NASA sees Tropical Cyclone Amara spinning down

NASA sees Tropical Cyclone Amara spinning down
NASA's Aqua satellite passed over Tropical Cyclone Amara in the Southern Indian Ocean on Dec. 21 at 0940 UTC/4:50 a.m. EST when it was still at cyclone force and had an eye. Credit: NASA Goddard MODIS Rapid Response Team

Tropical Cyclone Amara ran into wind shear, and dropped from Category four hurricane on the Saffir-Simpson scale to a minimal tropical storm on December 23.

NASA's Aqua satellite passed over Tropical Cyclone Amara in the Southern Indian Ocean on Dec. 21 at 0940 UTC/4:50 a.m. EST when it was still at cyclone force and had an eye.

On December 23 at 1500 UTC, Amara's maximum sustained winds dropped to near 35 knots/40 mph/62 kph. It was located near 22.8 south latitude and 68.7 east longitude, about 657 nautical miles east-southeast of Port Louis, Mauritius. Amara was moving to the east at 5 knots/5.7 mph/9.2 kph.

Amara has ceased to qualify as a tropical cyclone and it is expected to become a remnant low pressure area in the next day or two.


▸ WHAT THE TASK REQUIRES: Each line starting at the one that contains "The height and width of the screenshot is (481, 820)." and ending at the one that contains "The height and width of the screenshot is (656, 1381)." must be returned exactly, and the rest of the listing is left out.

########################################

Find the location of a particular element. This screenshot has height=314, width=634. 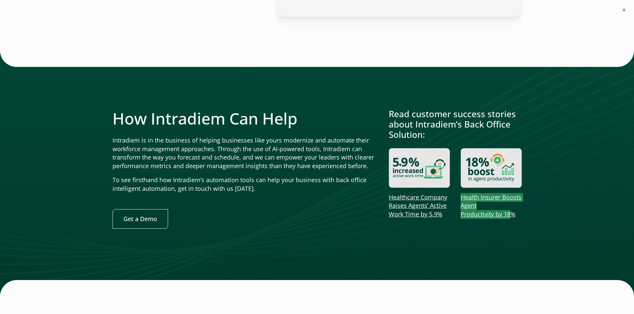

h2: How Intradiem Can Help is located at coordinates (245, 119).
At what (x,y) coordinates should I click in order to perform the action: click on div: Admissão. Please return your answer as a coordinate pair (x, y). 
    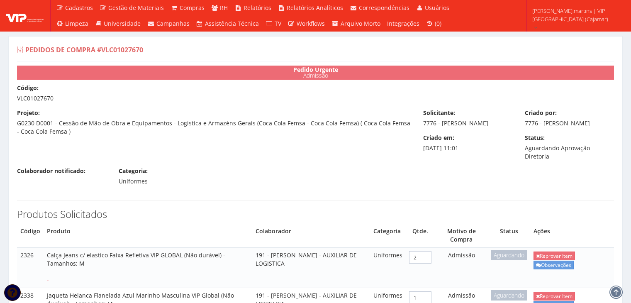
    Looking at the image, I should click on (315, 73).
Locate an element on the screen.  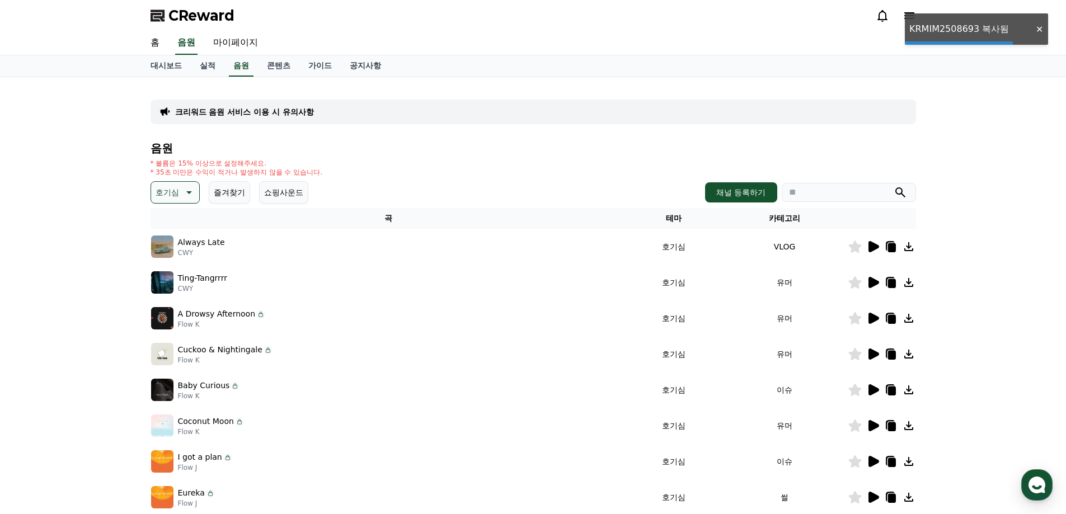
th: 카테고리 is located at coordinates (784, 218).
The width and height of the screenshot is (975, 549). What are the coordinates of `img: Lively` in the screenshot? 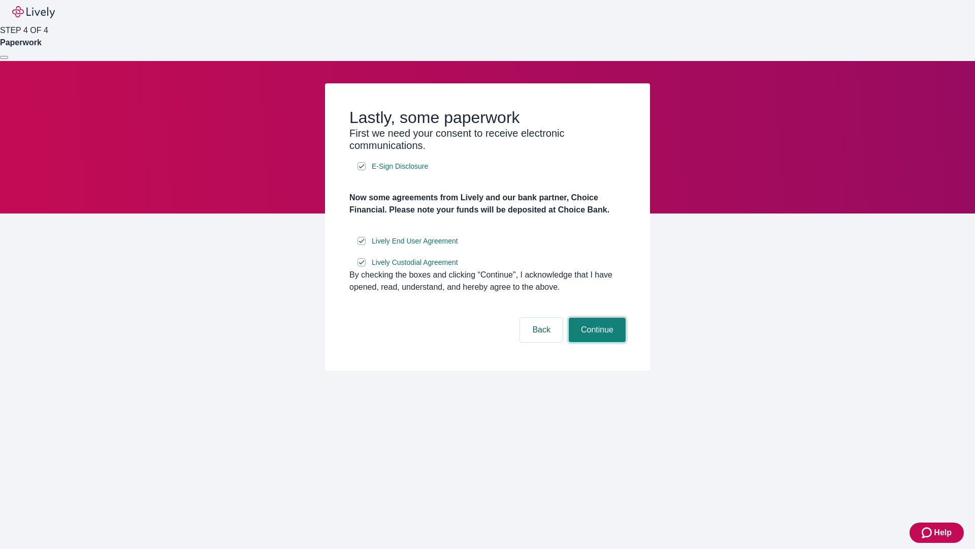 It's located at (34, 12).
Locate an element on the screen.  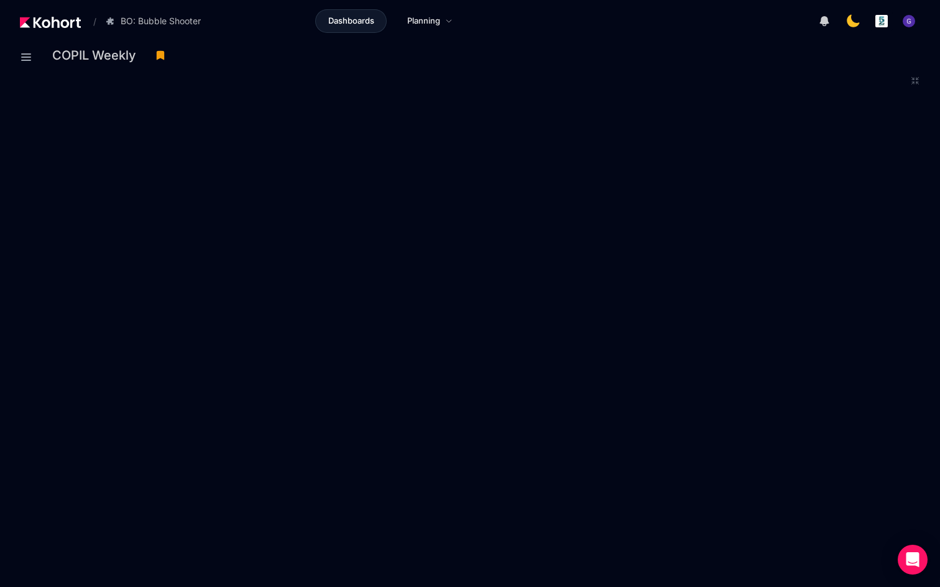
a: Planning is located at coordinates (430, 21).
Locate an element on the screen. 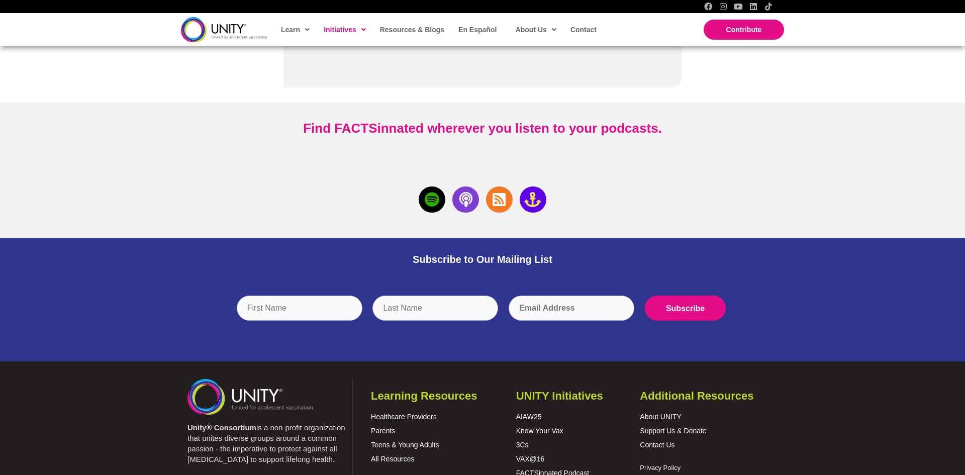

########################################

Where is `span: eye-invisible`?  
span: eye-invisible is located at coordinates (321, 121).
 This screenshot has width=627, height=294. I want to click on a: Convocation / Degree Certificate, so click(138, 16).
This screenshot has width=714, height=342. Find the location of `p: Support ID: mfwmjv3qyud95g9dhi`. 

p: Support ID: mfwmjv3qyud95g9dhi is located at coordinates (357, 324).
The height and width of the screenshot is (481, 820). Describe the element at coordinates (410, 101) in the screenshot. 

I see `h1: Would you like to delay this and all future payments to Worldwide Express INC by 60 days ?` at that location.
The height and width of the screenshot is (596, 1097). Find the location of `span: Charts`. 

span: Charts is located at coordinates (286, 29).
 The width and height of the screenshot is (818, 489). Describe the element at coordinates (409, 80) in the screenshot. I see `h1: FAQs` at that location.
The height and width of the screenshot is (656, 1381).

########################################

▸ WRITTEN ANSWER:
The height and width of the screenshot is (481, 820). Describe the element at coordinates (410, 101) in the screenshot. 

I see `h1: Would you like to delay this and all future payments to Worldwide Express INC by 60 days ?` at that location.
The height and width of the screenshot is (596, 1097). Find the location of `span: Charts`. 

span: Charts is located at coordinates (286, 29).
 The width and height of the screenshot is (818, 489). Describe the element at coordinates (409, 80) in the screenshot. I see `h1: FAQs` at that location.
The height and width of the screenshot is (656, 1381).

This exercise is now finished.